We had deployed CoreDNS initially because we wanted a configuration similar to what we had in GKE beforehand. However, scaling CoreDNS is not easy. Fortunately, when we did have issues with it, I just remembered that pod-to-service requests are actually resolved by Cilium, which means CoreDNS is just doing domain-to-service IP resolution, which we can replace by just configuring the IP instead of the service DNS domain.

I’m now contemplating removing CoreDNS as I’m fine relying on public DNS infrastructure for outgoing requests and using Cilium for internal ones.

Ingress

Gloo has been a good choice, not a great one though, because there has been a lot of moves with the native Kubernetes Gateway API released around v1.26.

Gloo is getting deprecated in itself and rebranded as KGateway, which wants to pretty much make an open implementation of the Gateway API spec from what I understood. This means we will need to re-work to change solutions. Fortunately, Cilium also made this move, so it’s possible we move that job to Cilium directly too.

One of the features that initially made us choose Gloo was the possibility to have a custom auth server for every request. Sadly, this need isn’t in the Gateway API right now, so that means we’ll need to find an alternative solution.

Currently, this solution looks like migrating every authentication and authorization concern to WorkOS since, from a product perspective, we want to delegate much of it to focus on our core products, so everything is coming together on this topic.

Monitoring

Something that is often taken for granted when using cloud providers because they mostly offer monitoring for free when paying for compute (they themselves need to have it, so it makes sense to offer it at ~no-cost). We decided at the beginning to use Grafana Cloud to store everything in a hosted fashion.

Soon followed the first invoice where we didn’t have all the metrics we wanted and already had huge bills. Clearly, all monitoring providers cost a fortune for metrics. The solution was simple: we already have a lot in bare metal, why not also store the metrics there? An 8-core, 64GB RAM and 1TB disk is around 100€/month. Our hosted Grafana instance can connect into it, so we still have our hosted instance used to visualize everything.

The drawback being configuring correctly the metrics store. Initially, it was Prometheus with 15 days of history (which is enough for us) and later upgraded to VictoriaMetrics. No issues since.

Security

Here comes the elephant in the room: security. I’m saying this because we are going through our SOC 2 compliance process and logically, you need a lot more work than using cloud providers.

Handling access, encryption, secrets, and documentation can be almost automated away when using cloud. We didn’t have this chance :)

I’m not saying it’s not feasible, of course. We did it and for now it’s fine, but that’s clearly a cost for teams that need to be compliant with those frameworks (whether it’s SOC, ISO, GDPR or your preferred one).

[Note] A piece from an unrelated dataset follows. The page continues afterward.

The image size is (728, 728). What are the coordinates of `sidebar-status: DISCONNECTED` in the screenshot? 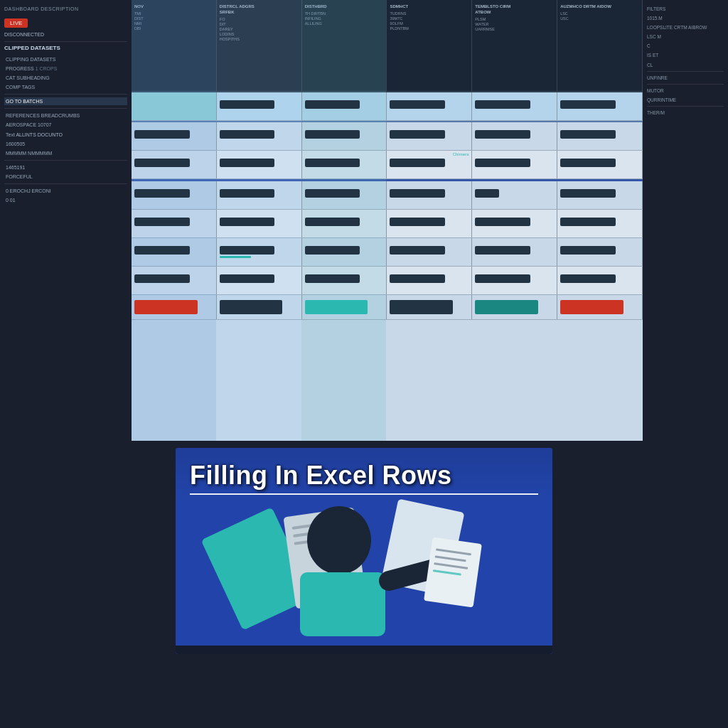 It's located at (65, 35).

When discussing this with a fellow CTO a few days back, we agreed that if we had known earlier about compliance, we would have built from the ground up for them, and it would have saved a lot of time down the road.

The conclusion would be that if you think you’ll need to be compliant with specific frameworks at some point in the future: check all the requirements when building your infrastructure, at least to not be surprised, at best to directly implement things at the start.

Conclusion

As I mentioned at the beginning, this was clearly a good choice for us. It allowed us to reduce our costs when we had the time (whereas a lot of companies try to reduce costs at the last moment with only a few months of runway left).

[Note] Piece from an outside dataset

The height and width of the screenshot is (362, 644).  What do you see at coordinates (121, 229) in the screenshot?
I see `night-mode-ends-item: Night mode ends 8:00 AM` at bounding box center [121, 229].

I would say that this was not, and it is not, a “never use the cloud” post series. I think there are companies out there where this doesn’t make sense. It did for us because of how our product works and the people that worked there, so again, try to find the correct solution for your case and don’t copy others.

Now into the future, I’m planning to hire a dedicated SRE to maintain this infrastructure and continue making it scale. My job has evolved a lot since 2022, so while I don’t think I will be the one making future changes, I will still be there to understand them and report back on the learning along the way!